Other University of California campuses, Penn State and the University of Delaware have seen similar errors.

"I would love to say that what happened at MIT is unusual, but it's not," said Joyce Smith, CEO of the National Association for College Admission Counseling. She has been in the business for 23 years. While colleges once glued the wrong address sticker on an acceptance envelope, now they send out erroneous e-mails. "We continue to encourage our members to be as careful as possible," she said.

Over the years, Smith said, a few colleges that mistakenly "accepted" a handful of students have moved to absorb the error and accept those applicants. But that's basically impossible at a place like MIT. "If they're looking for 1,500 only, they can't take 4,000," she said.
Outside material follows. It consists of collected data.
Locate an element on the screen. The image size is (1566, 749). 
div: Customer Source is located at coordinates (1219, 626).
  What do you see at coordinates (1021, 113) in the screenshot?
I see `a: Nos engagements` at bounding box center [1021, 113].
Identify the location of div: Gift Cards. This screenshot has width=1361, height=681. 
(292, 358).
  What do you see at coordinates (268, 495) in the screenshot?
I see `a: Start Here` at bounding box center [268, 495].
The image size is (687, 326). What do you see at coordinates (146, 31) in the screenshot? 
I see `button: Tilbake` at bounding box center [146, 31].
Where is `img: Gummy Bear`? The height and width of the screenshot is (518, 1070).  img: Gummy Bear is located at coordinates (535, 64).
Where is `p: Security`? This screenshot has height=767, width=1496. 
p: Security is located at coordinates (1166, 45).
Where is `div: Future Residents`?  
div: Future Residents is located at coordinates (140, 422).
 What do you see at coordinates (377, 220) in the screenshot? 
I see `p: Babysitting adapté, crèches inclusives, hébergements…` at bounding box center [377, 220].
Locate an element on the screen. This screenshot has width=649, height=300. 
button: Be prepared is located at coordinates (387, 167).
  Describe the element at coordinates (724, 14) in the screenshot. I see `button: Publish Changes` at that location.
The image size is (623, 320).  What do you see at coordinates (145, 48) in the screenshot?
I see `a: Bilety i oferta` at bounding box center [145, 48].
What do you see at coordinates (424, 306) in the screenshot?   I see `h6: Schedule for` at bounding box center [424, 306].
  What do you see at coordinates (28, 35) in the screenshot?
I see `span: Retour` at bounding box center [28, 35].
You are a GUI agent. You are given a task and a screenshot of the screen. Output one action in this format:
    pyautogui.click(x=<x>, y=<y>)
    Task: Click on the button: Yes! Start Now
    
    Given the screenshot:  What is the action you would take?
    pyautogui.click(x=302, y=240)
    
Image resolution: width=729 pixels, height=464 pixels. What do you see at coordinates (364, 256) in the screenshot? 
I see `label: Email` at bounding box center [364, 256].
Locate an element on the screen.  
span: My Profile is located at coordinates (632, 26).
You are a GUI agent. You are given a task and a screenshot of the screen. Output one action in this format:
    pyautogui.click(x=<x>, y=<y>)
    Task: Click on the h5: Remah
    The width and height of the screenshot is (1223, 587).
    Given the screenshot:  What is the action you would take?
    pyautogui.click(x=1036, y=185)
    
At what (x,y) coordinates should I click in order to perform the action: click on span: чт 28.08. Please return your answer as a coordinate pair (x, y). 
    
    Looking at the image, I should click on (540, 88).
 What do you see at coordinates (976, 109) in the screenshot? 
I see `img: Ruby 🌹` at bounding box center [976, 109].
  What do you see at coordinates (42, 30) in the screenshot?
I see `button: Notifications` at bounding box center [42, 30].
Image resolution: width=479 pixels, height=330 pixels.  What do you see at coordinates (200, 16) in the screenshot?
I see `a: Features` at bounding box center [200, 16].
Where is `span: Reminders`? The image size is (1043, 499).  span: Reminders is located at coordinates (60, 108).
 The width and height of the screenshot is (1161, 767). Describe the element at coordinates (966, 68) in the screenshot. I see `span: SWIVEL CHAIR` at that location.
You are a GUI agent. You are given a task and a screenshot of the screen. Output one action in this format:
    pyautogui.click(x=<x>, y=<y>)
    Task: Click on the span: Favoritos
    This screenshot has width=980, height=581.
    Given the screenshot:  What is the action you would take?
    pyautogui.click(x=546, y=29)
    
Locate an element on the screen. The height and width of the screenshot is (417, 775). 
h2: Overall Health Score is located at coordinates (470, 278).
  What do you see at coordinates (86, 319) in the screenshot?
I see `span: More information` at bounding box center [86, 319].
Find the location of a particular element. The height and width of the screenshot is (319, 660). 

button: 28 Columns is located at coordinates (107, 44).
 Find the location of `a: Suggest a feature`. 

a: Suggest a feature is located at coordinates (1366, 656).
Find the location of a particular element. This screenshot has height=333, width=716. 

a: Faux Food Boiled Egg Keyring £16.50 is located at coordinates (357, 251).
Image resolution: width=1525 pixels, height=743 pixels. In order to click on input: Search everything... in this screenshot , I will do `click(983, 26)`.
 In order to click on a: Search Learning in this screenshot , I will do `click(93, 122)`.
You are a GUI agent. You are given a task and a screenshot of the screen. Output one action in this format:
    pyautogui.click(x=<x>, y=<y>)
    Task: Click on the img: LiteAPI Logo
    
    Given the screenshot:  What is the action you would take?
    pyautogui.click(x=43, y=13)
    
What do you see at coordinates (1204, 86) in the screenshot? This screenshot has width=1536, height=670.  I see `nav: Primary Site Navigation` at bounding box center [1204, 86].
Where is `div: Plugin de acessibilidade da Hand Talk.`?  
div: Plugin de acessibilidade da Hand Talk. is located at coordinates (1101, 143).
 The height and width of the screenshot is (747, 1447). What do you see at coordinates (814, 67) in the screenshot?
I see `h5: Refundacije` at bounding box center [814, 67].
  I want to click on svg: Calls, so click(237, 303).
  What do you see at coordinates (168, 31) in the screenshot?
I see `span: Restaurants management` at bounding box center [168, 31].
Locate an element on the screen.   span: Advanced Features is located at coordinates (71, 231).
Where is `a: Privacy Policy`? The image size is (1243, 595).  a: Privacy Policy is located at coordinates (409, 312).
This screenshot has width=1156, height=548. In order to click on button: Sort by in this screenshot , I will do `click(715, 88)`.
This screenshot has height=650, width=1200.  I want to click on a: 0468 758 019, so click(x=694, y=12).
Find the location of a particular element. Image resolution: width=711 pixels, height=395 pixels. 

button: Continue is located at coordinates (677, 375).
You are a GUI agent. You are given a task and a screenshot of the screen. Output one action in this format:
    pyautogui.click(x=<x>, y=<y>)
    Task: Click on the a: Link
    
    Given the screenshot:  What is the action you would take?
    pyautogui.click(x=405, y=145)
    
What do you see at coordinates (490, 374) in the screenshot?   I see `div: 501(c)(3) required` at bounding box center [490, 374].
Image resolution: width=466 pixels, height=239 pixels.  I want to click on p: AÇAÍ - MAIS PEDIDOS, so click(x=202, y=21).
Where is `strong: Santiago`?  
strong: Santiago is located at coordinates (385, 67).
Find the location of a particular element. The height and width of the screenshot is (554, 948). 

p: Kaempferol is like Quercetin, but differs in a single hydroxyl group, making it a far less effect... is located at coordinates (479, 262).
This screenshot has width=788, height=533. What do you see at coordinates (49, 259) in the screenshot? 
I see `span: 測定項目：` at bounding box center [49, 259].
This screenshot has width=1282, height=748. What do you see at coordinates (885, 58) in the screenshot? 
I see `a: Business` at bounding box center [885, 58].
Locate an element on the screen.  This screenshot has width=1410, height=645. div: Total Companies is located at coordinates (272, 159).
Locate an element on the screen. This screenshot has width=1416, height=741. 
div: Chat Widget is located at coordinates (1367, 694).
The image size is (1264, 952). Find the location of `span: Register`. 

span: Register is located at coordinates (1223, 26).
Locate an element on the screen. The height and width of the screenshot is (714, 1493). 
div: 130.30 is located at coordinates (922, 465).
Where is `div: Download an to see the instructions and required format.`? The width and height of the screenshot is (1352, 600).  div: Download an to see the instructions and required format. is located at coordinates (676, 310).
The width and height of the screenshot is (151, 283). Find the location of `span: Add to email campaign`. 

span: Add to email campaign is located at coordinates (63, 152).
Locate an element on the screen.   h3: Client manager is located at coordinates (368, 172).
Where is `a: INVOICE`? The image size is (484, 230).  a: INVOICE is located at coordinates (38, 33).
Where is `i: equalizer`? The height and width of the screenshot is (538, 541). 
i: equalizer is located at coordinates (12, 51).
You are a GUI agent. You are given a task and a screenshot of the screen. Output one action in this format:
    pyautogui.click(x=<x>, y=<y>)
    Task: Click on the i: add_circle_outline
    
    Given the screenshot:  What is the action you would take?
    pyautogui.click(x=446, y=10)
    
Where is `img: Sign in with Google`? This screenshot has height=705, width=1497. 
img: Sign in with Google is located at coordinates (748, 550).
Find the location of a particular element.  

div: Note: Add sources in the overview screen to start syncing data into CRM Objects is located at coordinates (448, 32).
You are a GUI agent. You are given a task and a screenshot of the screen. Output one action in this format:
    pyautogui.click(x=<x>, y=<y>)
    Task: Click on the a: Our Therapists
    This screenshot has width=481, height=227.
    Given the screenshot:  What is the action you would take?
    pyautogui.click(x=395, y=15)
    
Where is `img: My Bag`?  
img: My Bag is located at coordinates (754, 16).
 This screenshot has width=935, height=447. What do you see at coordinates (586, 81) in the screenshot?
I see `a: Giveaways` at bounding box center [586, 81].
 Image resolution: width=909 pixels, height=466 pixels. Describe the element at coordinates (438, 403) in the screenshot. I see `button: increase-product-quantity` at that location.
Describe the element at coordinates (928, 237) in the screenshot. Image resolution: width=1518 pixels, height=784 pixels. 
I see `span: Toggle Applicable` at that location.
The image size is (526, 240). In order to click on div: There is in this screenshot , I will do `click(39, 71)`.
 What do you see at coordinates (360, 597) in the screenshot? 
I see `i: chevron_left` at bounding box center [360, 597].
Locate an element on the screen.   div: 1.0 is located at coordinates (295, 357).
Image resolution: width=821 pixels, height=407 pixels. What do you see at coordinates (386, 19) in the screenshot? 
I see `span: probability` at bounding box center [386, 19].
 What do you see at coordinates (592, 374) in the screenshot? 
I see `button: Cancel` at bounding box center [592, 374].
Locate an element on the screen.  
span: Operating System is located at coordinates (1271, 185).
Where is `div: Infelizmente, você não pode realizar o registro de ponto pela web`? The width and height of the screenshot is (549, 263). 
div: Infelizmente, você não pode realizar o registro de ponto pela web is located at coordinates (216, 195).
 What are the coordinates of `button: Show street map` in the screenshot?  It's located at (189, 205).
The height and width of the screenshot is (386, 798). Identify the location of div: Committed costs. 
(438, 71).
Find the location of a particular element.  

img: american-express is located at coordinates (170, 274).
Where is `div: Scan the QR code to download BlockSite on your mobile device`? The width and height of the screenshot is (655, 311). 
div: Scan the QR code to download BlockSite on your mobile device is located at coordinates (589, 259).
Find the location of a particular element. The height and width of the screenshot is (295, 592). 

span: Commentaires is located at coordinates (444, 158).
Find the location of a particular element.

After last week's mix-up, MIT's Peterson took to a college admissions blog to offer a personal anecdote about his own college admissions experience. He wrote that when he was rejected by his top-choice college, the letter he received was addressed to "Christine Peterson Fitzpatrick." The admissions office offered no explanation or apology for the error. The letter, he said, "may have been a mistake, but I was most definitely rejected."

"I have never forgotten that," he said. "I was rejected from seven of ... 10 schools, but that letter hurt the most, not only because it was my first choice, but because the mistaken identity added insult to injury."

Last week's e-mail goof, he said, devastated him. "It crushes — crushes — me to think that I might have unintentionally inflicted something similar on some of you.
One prospective MIT student quickly responded, "I'll forgive you if you accept me!"